Giving Compass' Take:

• Charlotte Brugman writes in response to ACF's Stronger Foundations initiative report -- Impact and Learning: The Pillars of Stronger Foundation Practice -- and explores how funders can improve by listening and uplifting voices that are not their own. 

• How can individual donors learn from the same practices? How is your philanthropy gathering meaningful feedback?  

Read more about how foundations listen to those they serve. 


This blog was written in response Impact and Learning: The Pillars of Stronger Foundation Practice, a report from ACF's Stronger Foundations initiative which identifies and helps foundations pursue excellent practice. This contribution comes from Charlotte Brugman, Manager of Assessment and Advisory Services at the Center for Effective Philanthropy.

ACF's report Impact and Learning: The Pillars of Stronger Foundation Practice defines learning as a “proactive and lifelong process of reflection and open listening” that “takes time and is an iterative process.” As the report argues, this means a stronger foundation should “regularly review its mission to ensure it is still fit for purpose” by listening and “making efforts to understand the realities of the people, issues and causes with which the foundation seeks to engage.”

From my vantage point leading the Center for Effective Philanthropy‘s work in Europe, I couldn’t agree more.

In order to stay relevant, focus on what matters, and do no harm, funders need to proactively and regularly seek candid feedback from the people they’re engaging most closely with on the work: their grantees, beneficiaries, partners, and other key stakeholders. Listening and learning needs to be a constant practice, preferably benchmarking feedback results against that of other funders and structurally tracking performance over time.
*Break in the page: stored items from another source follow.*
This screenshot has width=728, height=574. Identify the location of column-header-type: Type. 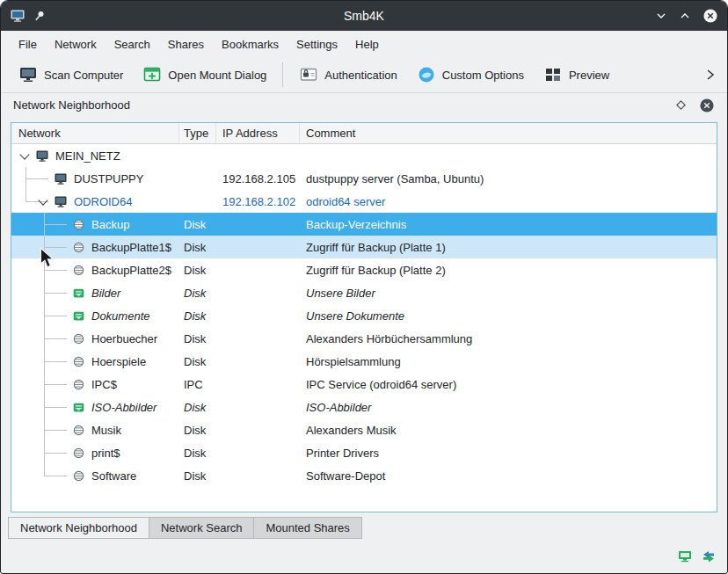
(198, 134).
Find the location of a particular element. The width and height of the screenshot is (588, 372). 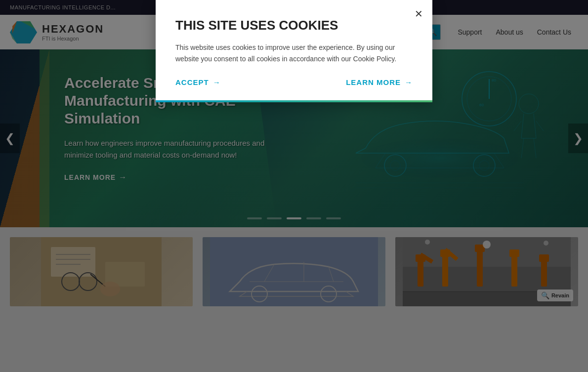

learn-more-arrow-icon: → is located at coordinates (409, 82).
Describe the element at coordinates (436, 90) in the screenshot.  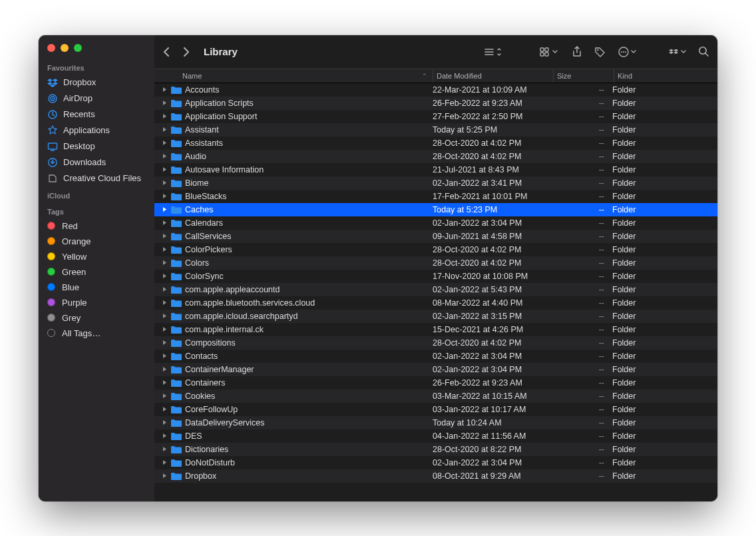
I see `file-row: Accounts22-Mar-2021 at 10:09 AM--Folder` at that location.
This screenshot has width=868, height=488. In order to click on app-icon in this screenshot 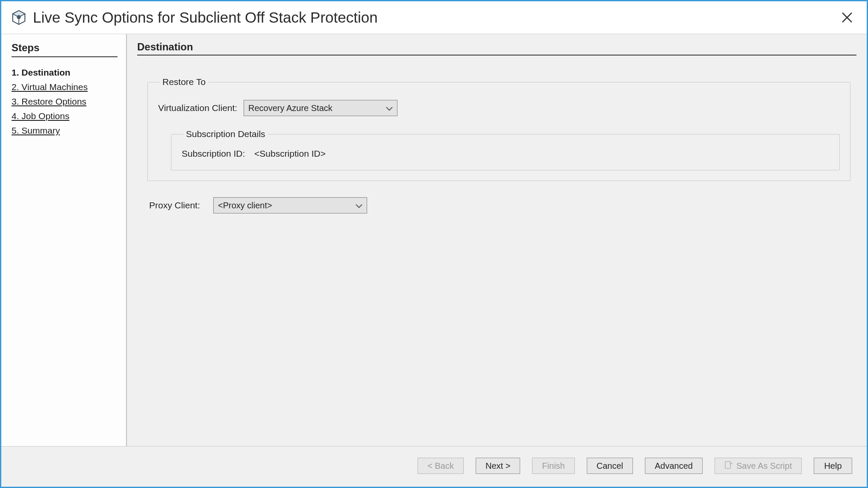, I will do `click(19, 18)`.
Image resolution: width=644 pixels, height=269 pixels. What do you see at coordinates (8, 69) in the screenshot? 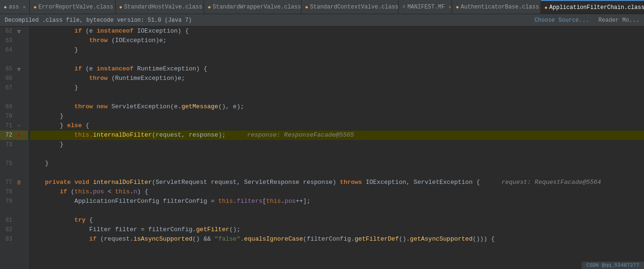
I see `line-num-65: 65` at bounding box center [8, 69].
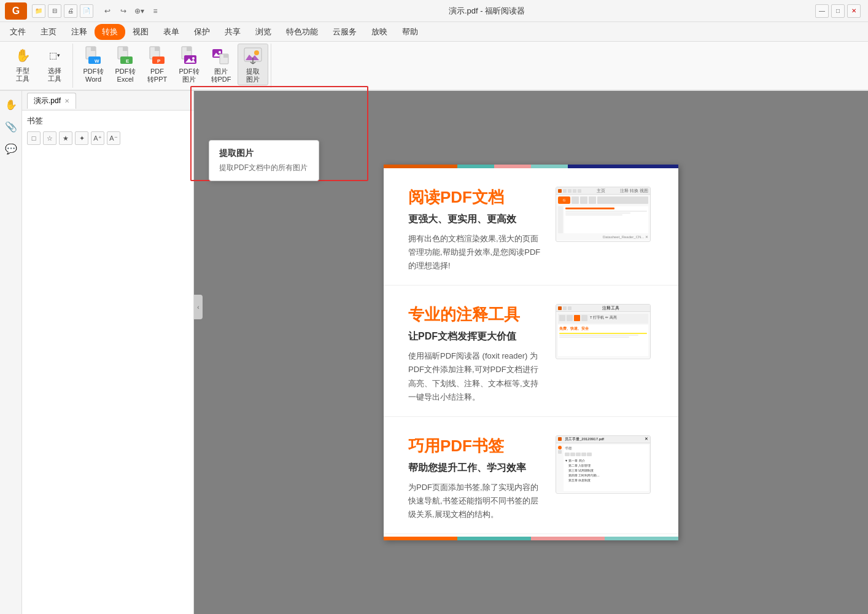 This screenshot has width=868, height=614. I want to click on menu-share: 共享, so click(233, 32).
This helps foundations to stay agile and adaptable, to keep program officers aware of actual needs, and to make sure that strategies achieve intended impact.
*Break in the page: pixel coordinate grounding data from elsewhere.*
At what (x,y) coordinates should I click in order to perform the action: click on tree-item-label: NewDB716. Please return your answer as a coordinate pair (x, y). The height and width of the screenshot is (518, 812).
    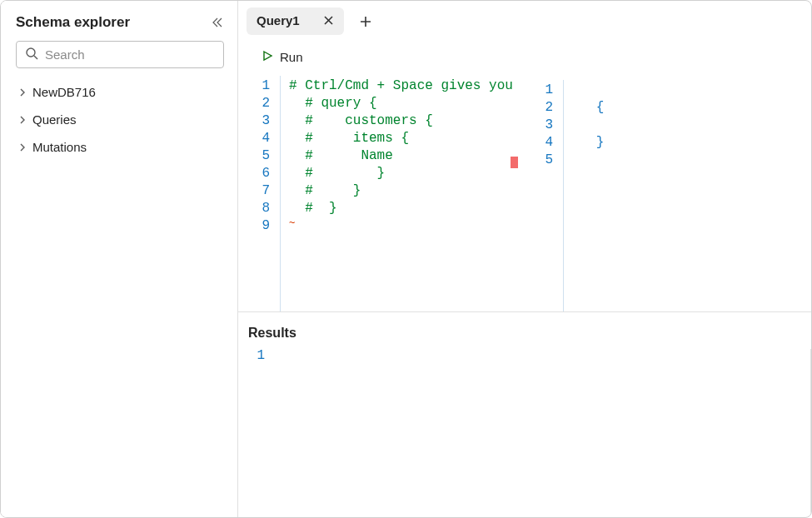
    Looking at the image, I should click on (64, 92).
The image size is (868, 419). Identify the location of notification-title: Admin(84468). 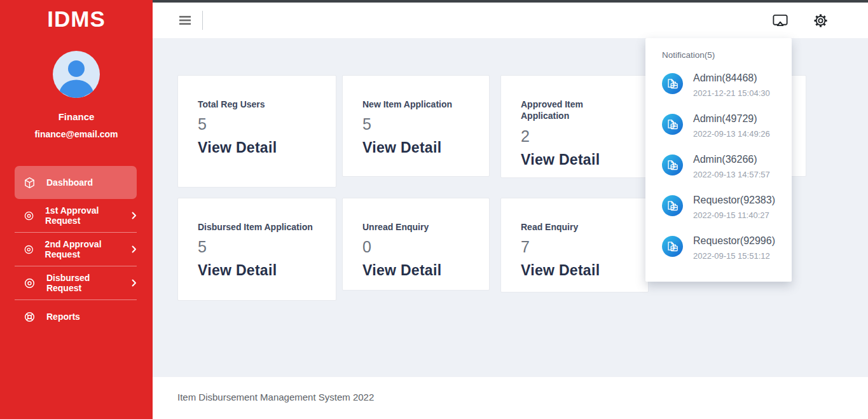
(731, 78).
But listening and learning — let alone managing organizational change — is never easy, and having a growth mindset can be painful.  It’s far easier to stick with what we know, listen to people we know, or who look and behave like us, and protect and preserve the safe bubble of the organizational culture that we’ve built and know best.

This is why philanthropy’s biggest asset — its complete freedom to be able to decide how and when to spend its resources — is also its biggest Achilles heel.